This once great community has been brought to its knees

Northern Rock’s policy of offering 125% mortgages and the Government’s failure to act quickly are at the root of the bank’s problems, says Liberal Democrat treasury spokesman Vince Cable

NORTHERN Rock’s accounts published yesterday remind us of the costs we are all paying as a result of the business practices which its managers and directors pursued.

Many in the North East have already paid with their jobs and billions of pounds of taxpayers’ money are at risk.

What was new and worrying yesterday was the acknowledgment of the scale of the hit which taxpayers have taken from the decision to rescue the bank. From September onwards the taxpayer bankrolled Northern Rock to the tune of £26bn which, we were assured, was secured against good-quality assets. Yesterday we find out that £3.4bn of this enjoys nowhere near such security.
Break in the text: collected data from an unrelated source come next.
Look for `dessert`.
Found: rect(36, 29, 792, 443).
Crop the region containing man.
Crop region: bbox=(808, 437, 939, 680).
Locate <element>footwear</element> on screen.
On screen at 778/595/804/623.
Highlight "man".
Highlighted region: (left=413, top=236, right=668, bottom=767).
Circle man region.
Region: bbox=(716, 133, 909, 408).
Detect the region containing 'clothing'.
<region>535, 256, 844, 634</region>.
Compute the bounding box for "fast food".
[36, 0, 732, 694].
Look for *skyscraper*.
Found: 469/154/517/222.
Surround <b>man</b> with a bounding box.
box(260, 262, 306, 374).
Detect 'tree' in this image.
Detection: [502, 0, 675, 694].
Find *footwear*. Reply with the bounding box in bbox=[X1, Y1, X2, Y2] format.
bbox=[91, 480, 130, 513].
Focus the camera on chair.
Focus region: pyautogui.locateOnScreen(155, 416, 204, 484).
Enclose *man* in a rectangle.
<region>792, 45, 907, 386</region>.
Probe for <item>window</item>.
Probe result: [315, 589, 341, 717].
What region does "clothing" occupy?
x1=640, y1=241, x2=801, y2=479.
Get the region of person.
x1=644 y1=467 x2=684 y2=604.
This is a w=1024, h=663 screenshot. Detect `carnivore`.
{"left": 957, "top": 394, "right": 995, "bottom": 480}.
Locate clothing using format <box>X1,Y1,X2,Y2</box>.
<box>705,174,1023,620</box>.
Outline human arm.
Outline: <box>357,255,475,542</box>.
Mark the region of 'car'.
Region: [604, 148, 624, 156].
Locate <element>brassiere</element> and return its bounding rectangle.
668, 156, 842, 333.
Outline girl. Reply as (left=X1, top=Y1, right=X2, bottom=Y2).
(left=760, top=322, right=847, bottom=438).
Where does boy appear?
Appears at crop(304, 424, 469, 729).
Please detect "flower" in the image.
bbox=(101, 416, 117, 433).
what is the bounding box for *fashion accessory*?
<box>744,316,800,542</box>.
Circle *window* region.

This £3.4bn amounts to an effective rights issue to its one and only shareholder – the Government. This money will now be entirely dependent on the success of Northern Rock as a business: a rather worrying position when its stated business plan is to contract by a half.

Of course the hope is that the Government will be able to sell off Northern Rock as a viable business when times are better, and thus be able to finally recoup much of its money. Meanwhile, in an already depressed and worsening market, it is clear that a large amount of taxpayers’ money is now at serious risk.

What makes the whole situation particularly galling is the whole Northern Rock debacle was made so much worse by the Government’s inaction in a crucial period in the autumn of last year. I and others repeatedly warned the Government to stop the bank offering reckless ‘Together’ mortgages of 125% of the value of a property. It was already clear that the market had passed its peak and that these mortgages were simply an invitation to negative equity.

Yet the Government did nothing and the bank acquired yet more risky mortgages underwritten by the taxpayer.

We are now seeing just how misguided some of Northern Rock’s lending was. The decent mortgages Northern Rock had have been sold off to repay £9bn of the taxpayer loan. We can see that what is left behind includes many junk mortgages which are either unsecured or have been lent to people who simply cannot afford to keep up repayments.

The people of the North East and taxpayers as a whole who have seen this once great community bank brought to its knees have a right to be angry. Not only angry at the managers and directors who still have not been held to account but also the auditors, the regulator and the Government as a whole.

The woes of Northern Rock are now being felt industry-wide, and other banks, some of whom have acted in a similar fashion to Northern Rock, now wish the Government to guarantee their new loans. This would put yet more taxpayers’ money at risk and seek to prop up a housing market which is having to adjust to more affordable prices. There have been calls to temporarily abolish stamp duty for the same reason, yet this would use more public money for the same questionable end.

This does not mean we should sit idly by while people feel the pain of this falling housing market. But we must be focused on what we want to achieve. Firstly, we must ensure through a statutory code of practice that banks only ever repossess as a last resort. We must not see a return to the 1990s where half a million were made homeless. Secondly, as demand increases, the Government should rebuild the stock of social housing by allowing councils and housing associations to borrow money to buy up houses, if they can identify unsold new private property available at a generous discount.

Northern Rock must be a lesson for the Government. From here on we must concern ourselves with helping people who have been hurt by the credit crunch, not banks who are feeling the effects of their own reckless actions.